November 10, 2021 2.50 pm This story is over 28 months old

Stroke services “unattractive” to Lincolnshire staff as locums walk away from Boston

Councillors unconvinced move will be safe for East Coast

Boston hospital has not had an application for a stroke consultant in more than eight years and expensive but rare locum staff are walking away when asked to cover vacancies, Lincolnshire health bosses said.

Consultant Abdul Elmarimi told Lincolnshire County Council Health Scrutiny Committee that stroke staff were “like gold dust,” as he outlined reasons why the county’s stroke services were being rearranged to place Lincoln as a “centre of excellence”.

However, councillors raised fears that the East Coast would be left in a vulnerable position by the move.

Mr Elmarimi told councillors that nationally there were 676 stroke consultant posts, and 40% of them were vacant. He added that national reviews showed a further 226 positions were required.

“The attractiveness of the job isn’t there. There are people leaving to do other specialities,” he said.

“In real life it is very difficult to get these people, and even now on one site we are struggling to get the quality of people we want to look after our patients.”

Ideally the trust should have seven consultants to run the unit, but pre-COVID it was running three on each site, said Mr Elmarimi, adding that it was “extremely unattractive for a person to come and be the fourth person, rather than the fifth or sixth”.

Lincoln County Hospital. | Photo: Steve Smailes for The Lincolnite

“Since I joined we have been advertising for jobs on both sites, but we have not had an applicant for Boston in the eight years I’ve been here,” he said.

“We had three or four applicants and appointed two of them in Lincoln recently on the background that we are moving the service to a shape that is attractive to people who will have five or six colleagues, a better quality of life and a better work-life balance.

“It remains to be seen whether they stay or go given what we have, because these people are like gold dust and people are enticing them with all sorts of things. We can’t guarantee anyone will stay more than three months.”

He later told councillors that getting locum staff to cover Boston was also proving difficult.
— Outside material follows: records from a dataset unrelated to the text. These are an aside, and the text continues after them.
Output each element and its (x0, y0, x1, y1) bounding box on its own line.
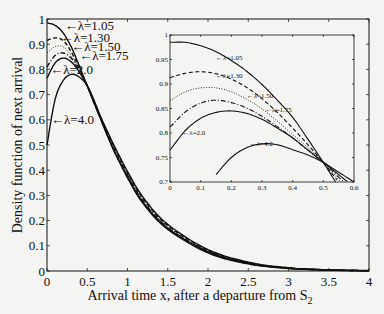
series-label: ←λ=1.30 (216, 72, 243, 80)
inset-plot-frame (170, 35, 354, 182)
y-axis-label: Density function of next arrival (10, 57, 25, 234)
x-tick-label: 4 (366, 274, 373, 289)
y-tick-label: 0.7 (159, 178, 168, 186)
x-tick-label: 0.1 (196, 184, 205, 192)
x-tick-label: 0.5 (79, 274, 95, 289)
x-tick-label: 0.2 (227, 184, 236, 192)
y-tick-label: 0.95 (156, 56, 169, 64)
x-tick-label: 0.6 (350, 184, 359, 192)
density-chart: 00.511.522.533.54 00.10.20.30.40.50.60.7… (0, 0, 384, 314)
y-tick-label: 0.3 (29, 188, 45, 203)
y-tick-label: 0.9 (159, 80, 168, 88)
x-tick-label: 3 (285, 274, 292, 289)
series-label: ←λ=2.0 (50, 62, 93, 77)
y-tick-label: 0.75 (156, 154, 169, 162)
x-tick-label: 3.5 (321, 274, 337, 289)
x-tick-label: 2 (205, 274, 212, 289)
y-tick-label: 0.2 (29, 213, 45, 228)
x-tick-label: 0 (168, 184, 172, 192)
x-tick-label: 0.5 (319, 184, 328, 192)
y-tick-label: 0.8 (29, 62, 45, 77)
series-label: ←λ=1.75 (265, 106, 292, 114)
series-label: ←λ=1.50 (247, 92, 274, 100)
series-label: ←λ=2.0 (182, 129, 206, 137)
y-tick-label: 1 (165, 31, 169, 39)
y-tick-label: 0 (39, 264, 46, 279)
y-tick-label: 0.9 (29, 37, 45, 52)
x-tick-label: 1.5 (160, 274, 176, 289)
y-tick-label: 1 (39, 12, 46, 27)
series-label: ←λ=4.0 (250, 140, 274, 148)
y-tick-label: 0.8 (159, 129, 168, 137)
series-label: ←λ=1.05 (216, 54, 243, 62)
x-tick-label: 2.5 (240, 274, 256, 289)
series-label: ←λ=1.75 (79, 48, 128, 63)
series-label: ←λ=4.0 (51, 112, 94, 127)
y-tick-label: 0.4 (29, 163, 46, 178)
y-tick-label: 0.6 (29, 112, 46, 127)
y-tick-label: 0.5 (29, 138, 45, 153)
x-tick-label: 0.3 (258, 184, 267, 192)
inset-plot-area: 00.10.20.30.40.50.6 0.70.750.80.850.90.9… (156, 31, 359, 192)
x-tick-label: 0.4 (288, 184, 297, 192)
y-tick-label: 0.85 (156, 105, 169, 113)
y-tick-label: 0.1 (29, 238, 45, 253)
y-tick-label: 0.7 (29, 87, 46, 102)
x-tick-label: 1 (124, 274, 131, 289)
“Two of them just walked off when we said we need people to come and work in Boston not in Lincoln, they just didn’t turn up the next day. They didn’t want to go there. So it is unfortunate, but this is what we have. This is what we have to work with.”

Despite reassurances that the centre of excellence would provide enough beds, enable staff to be specialists and constantly practice their skills, and that data showed no patients had missed clot treatments due to travel times, councillors were unconvinced that a central site would be safe for East Coast residents.

Councillor Colin Matthews said there had been “a brilliant case for attracting doctors to a hospital in Lincoln, rather than providing a stroke service to patients in Lincolnshire”.

“I’m looking at the geography and the timing, and the understanding that once a patient has had a brain accident time is critical. By moving the services and support away from the place of the accident, that is not a good thing for our residents on the East Coast,” he said.

Councillors said more information and data was needed on ambulance times and other options such as mobile stroke units going forward.